LA BioMed Researchers Editorialize on New Breast Cancer Study in New England Journal of Medicine

Investigator(s)
Matthew J. Budoff, MD and Rowan T. Chlebowski, MD, PhD

They Find Study “Reassuring” and Say it Has Lessons for Cardiologists and Oncologists

In an editorial in the New England Journal of Medicine, LA BioMed Researchers Rowan T. Chlebowski, MD, PhD, and Matthew J. Budoff, MD, said a new study of the long-term use of aromatase inhibitors to prevent the recurrence of certain types of breast cancer is “reassuring,” and they urged oncologists and cardiologists to combine prevention and early detection to prevent disease.

“The beneficial effects of increasing disease-free survival, with a favorable toxicity profile for continuing the aromatase inhibitor letrozole for five additional years, are reassuring, and the findings have direct application for clinical practice,” Drs. Chlebowski and Budoff said in their editorial published today.

The LA BioMed researchers were commenting on a new study in the Journal that found a further reduction in the risk of contralateral breast cancer recurrence after five more years of treatment with aromatase inhibitors. Current practice is to take the inhibitors for five years. The double-blind study examined the outcomes after 10 years of treatment.
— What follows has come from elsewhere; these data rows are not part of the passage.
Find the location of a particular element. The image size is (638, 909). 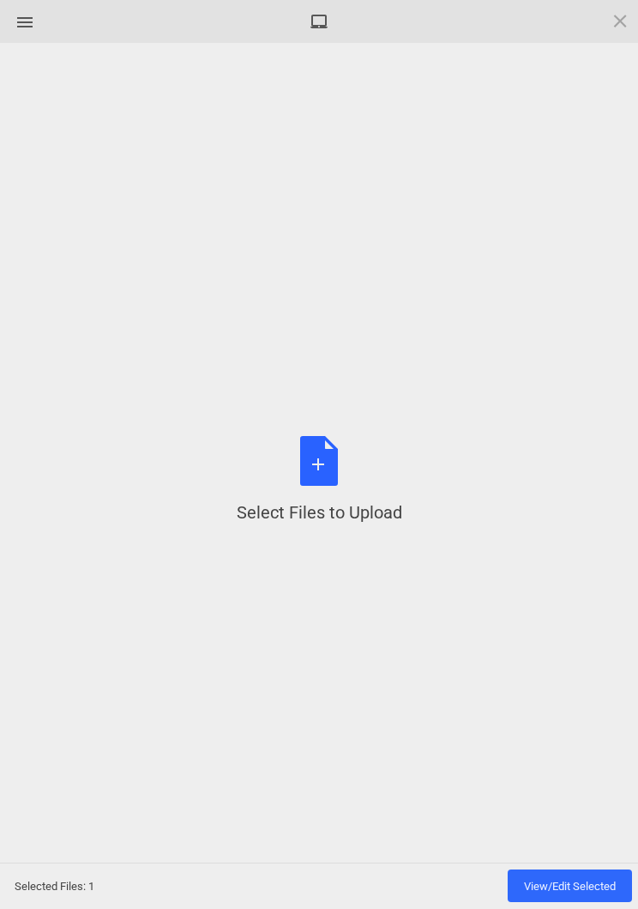

span: Next is located at coordinates (570, 885).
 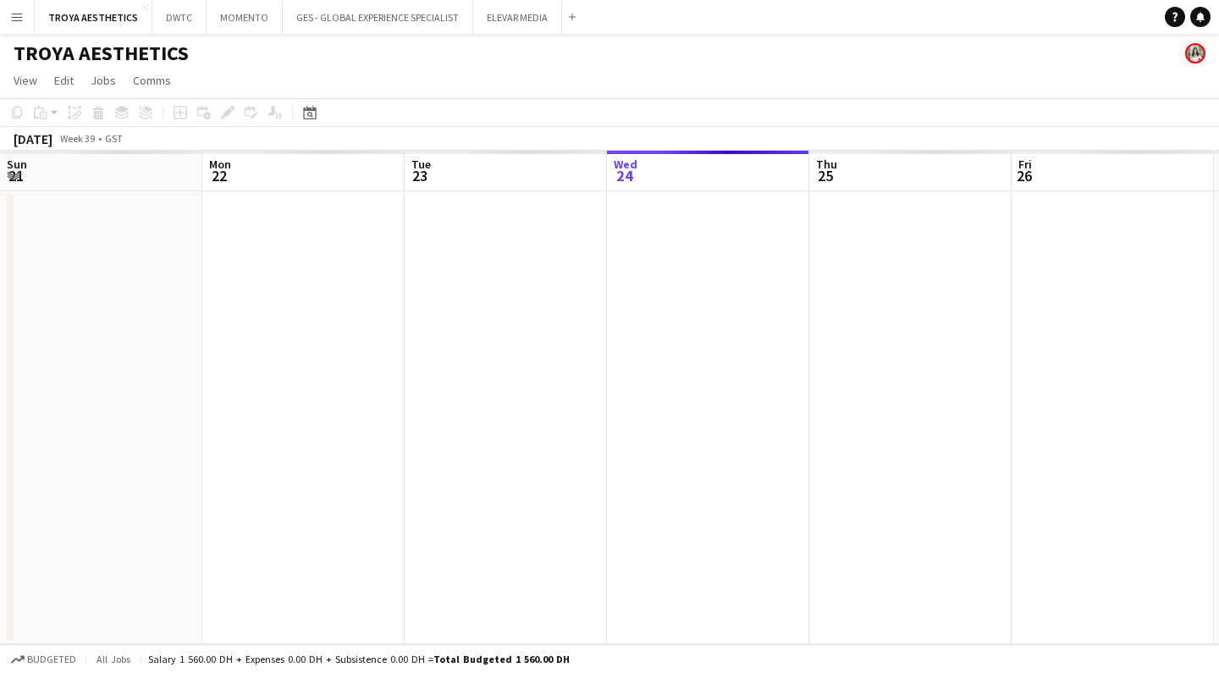 I want to click on button: TROYA AESTHETICS, so click(x=93, y=17).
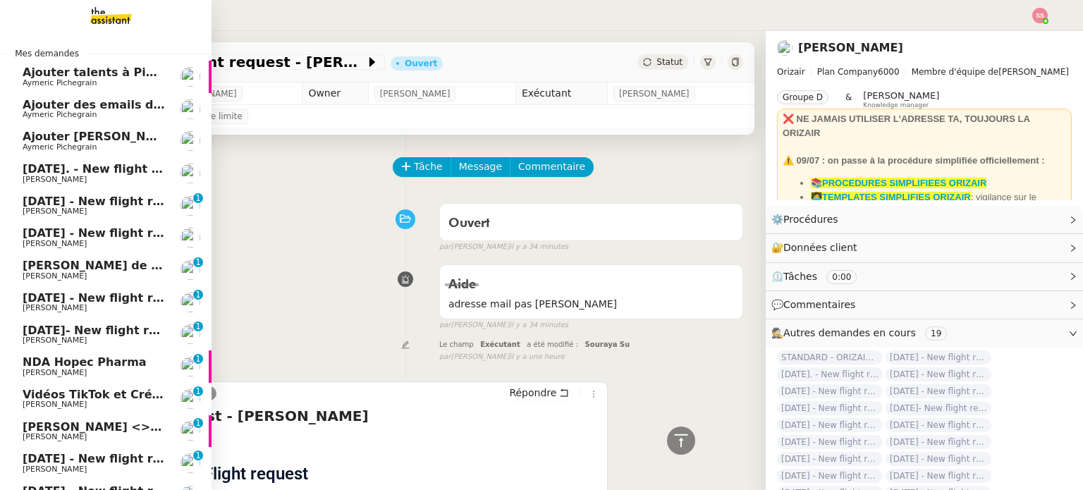  What do you see at coordinates (924, 333) in the screenshot?
I see `div: 🕵️Autres demandes en cours 19` at bounding box center [924, 333].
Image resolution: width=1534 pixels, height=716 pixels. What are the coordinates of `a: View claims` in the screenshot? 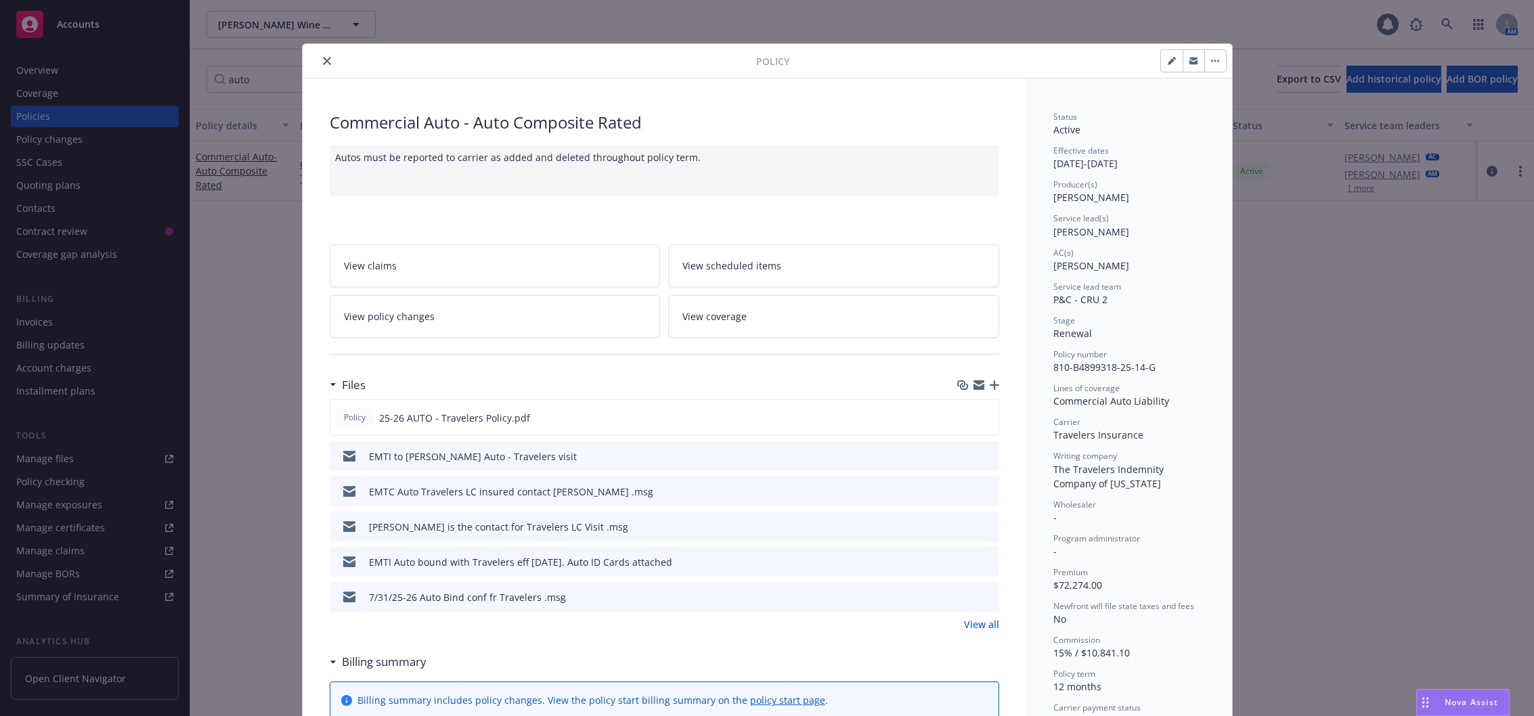 It's located at (495, 265).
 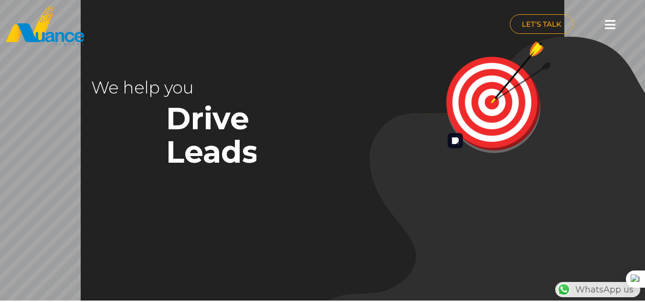 What do you see at coordinates (45, 25) in the screenshot?
I see `img: nuance-qatar_logo` at bounding box center [45, 25].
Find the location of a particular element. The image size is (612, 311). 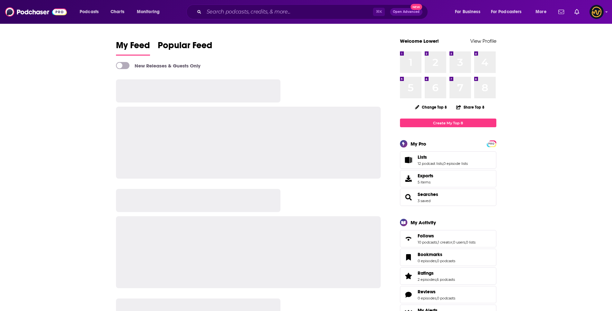

div: My Activity is located at coordinates (423, 222).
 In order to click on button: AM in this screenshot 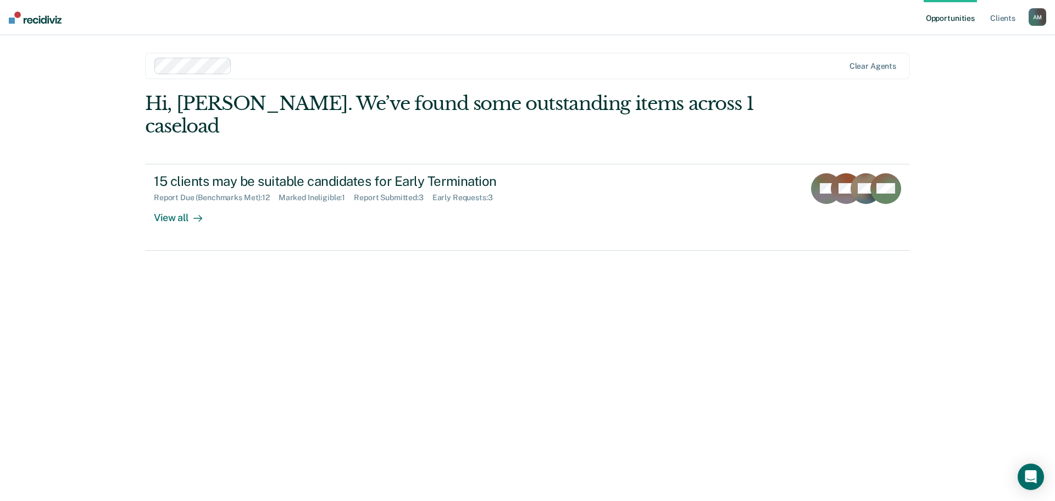, I will do `click(1037, 17)`.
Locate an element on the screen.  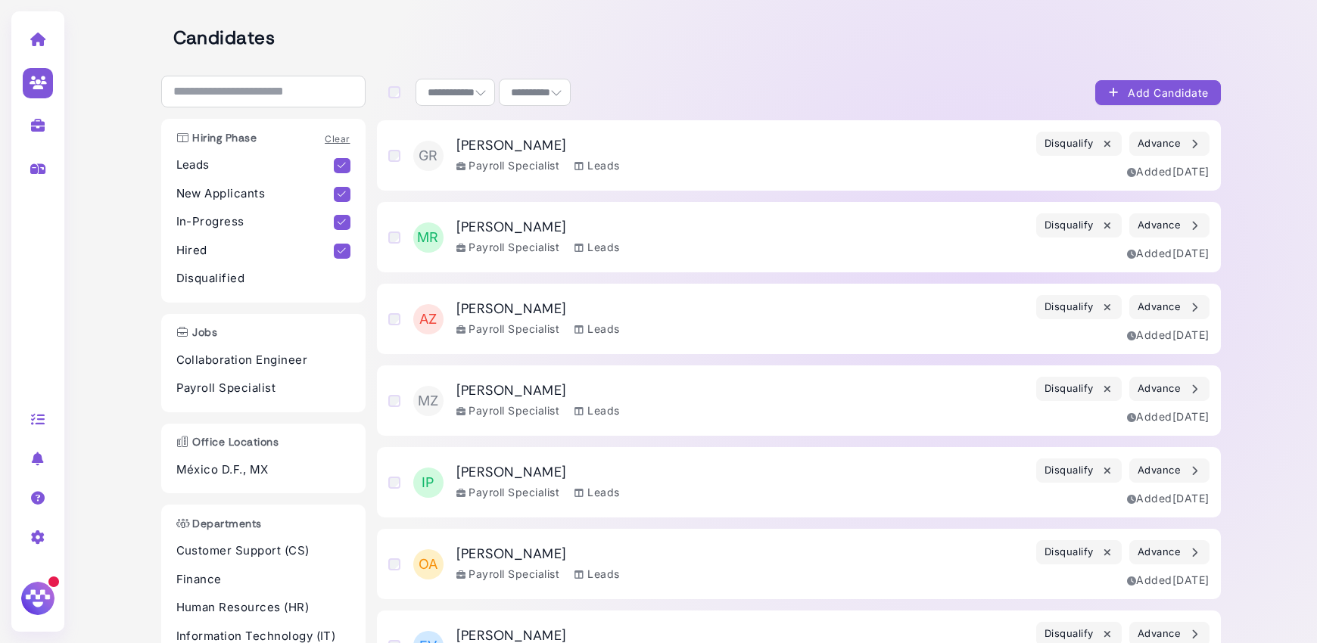
a: Clear is located at coordinates (337, 139).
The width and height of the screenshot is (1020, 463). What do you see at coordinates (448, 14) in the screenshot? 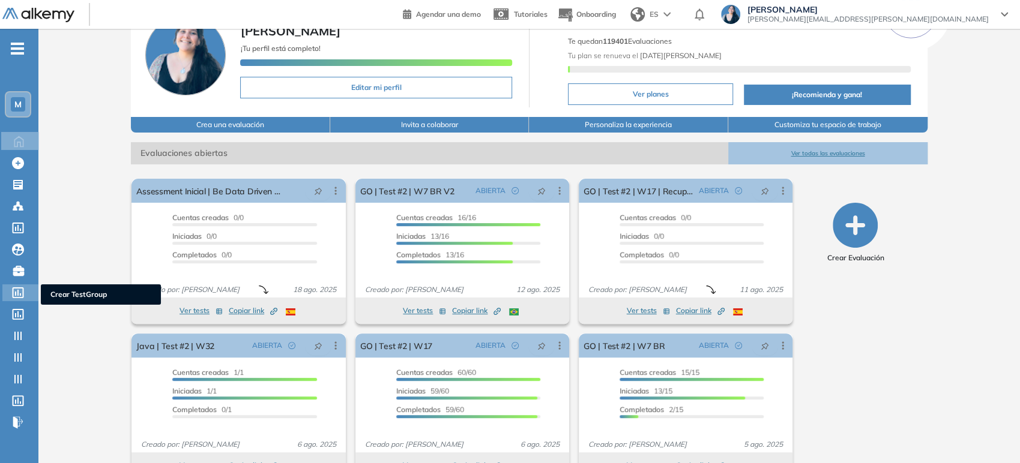
I see `span: Agendar una demo` at bounding box center [448, 14].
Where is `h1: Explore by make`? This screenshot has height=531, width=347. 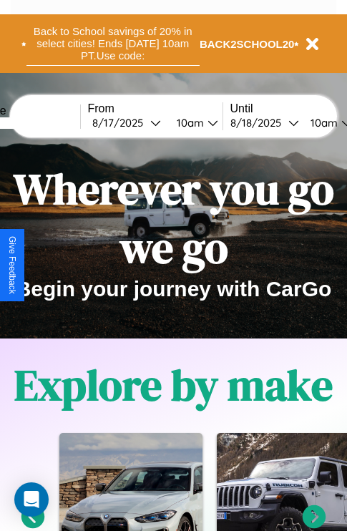 h1: Explore by make is located at coordinates (173, 385).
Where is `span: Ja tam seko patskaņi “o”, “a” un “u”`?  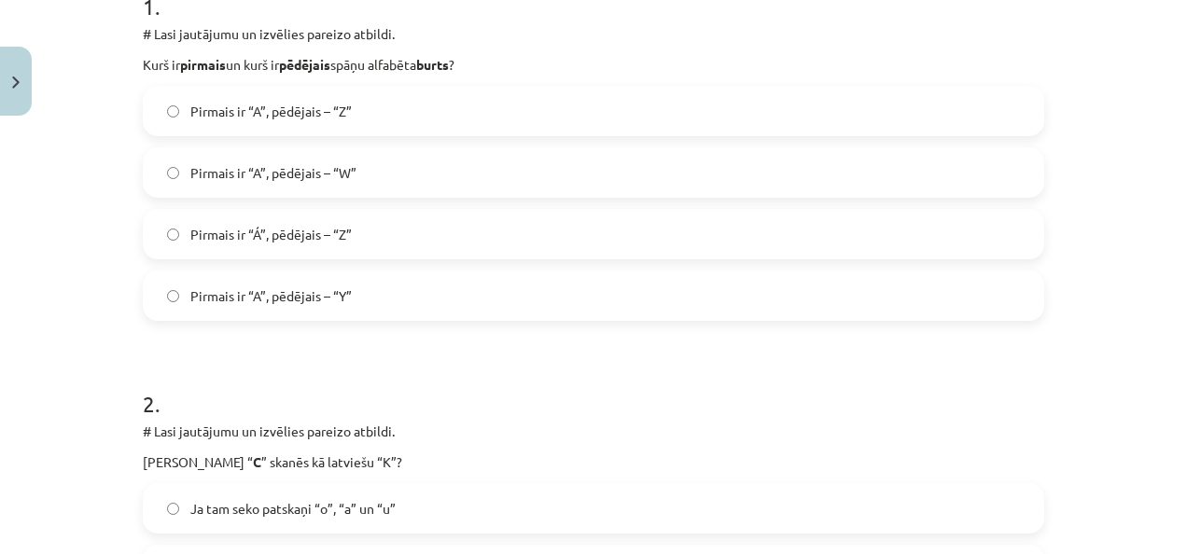 span: Ja tam seko patskaņi “o”, “a” un “u” is located at coordinates (293, 508).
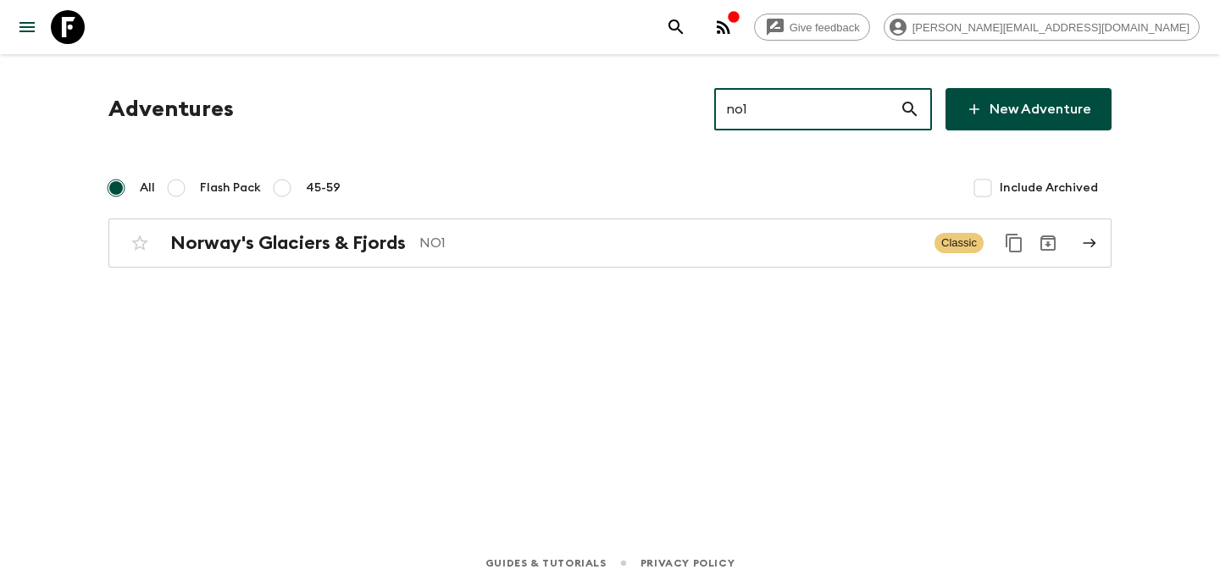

Aromatase inhibitors stop the production of estrogen in postmenopausal women by blocking the enzyme aromatase, which turns the hormone androgen into estrogen in the body. This means that less estrogen is available to stimulate the growth of hormone-receptor-positive breast cancer cells.

Dr. Chlebowski is a medical oncologist who is best known for his work on significant clinical trials related to breast cancer prevention and therapy and women’s health. Dr. Budoff is a cardiologist who’s conducted extensive research into the prevention of heart disease and is the director of Cardiac CT at LA BioMed.

They said the reduction in new contralateral breast cancers after extended treatment with the aromatase inhibitor letrozole also invites comparisons between the approaches of oncologists and cardiologists to breast cancer and cardiovascular disease. They noted that the approach of oncologists to the treatment of cancer and of cardiologists to the treatment of cardiovascular disease is noteworthy because the two diseases share major risk factors and are leading causes of death in postmenopausal women.

“The use of mammography for the early detection of breast cancer is standard and widely implemented in clinical practice, but the use of chemoprevention for breast cancer receives scant attention from the oncology community,” they wrote. “In contrast, cardiologists have focused on long-term prevention (by means of statins, blood pressure control, aspirin, and recommendations for diet and exercise) for an increasing proportion of the adult population.

“However, there is less focus on the early detection of cardiovascular disease, despite the availability of validated approaches with coronary-artery calcium scans, the use of which has widespread recommendation in guidelines from the American College of Cardiology and the American Heart Association. Perhaps each discipline could learn important lessons from the other.”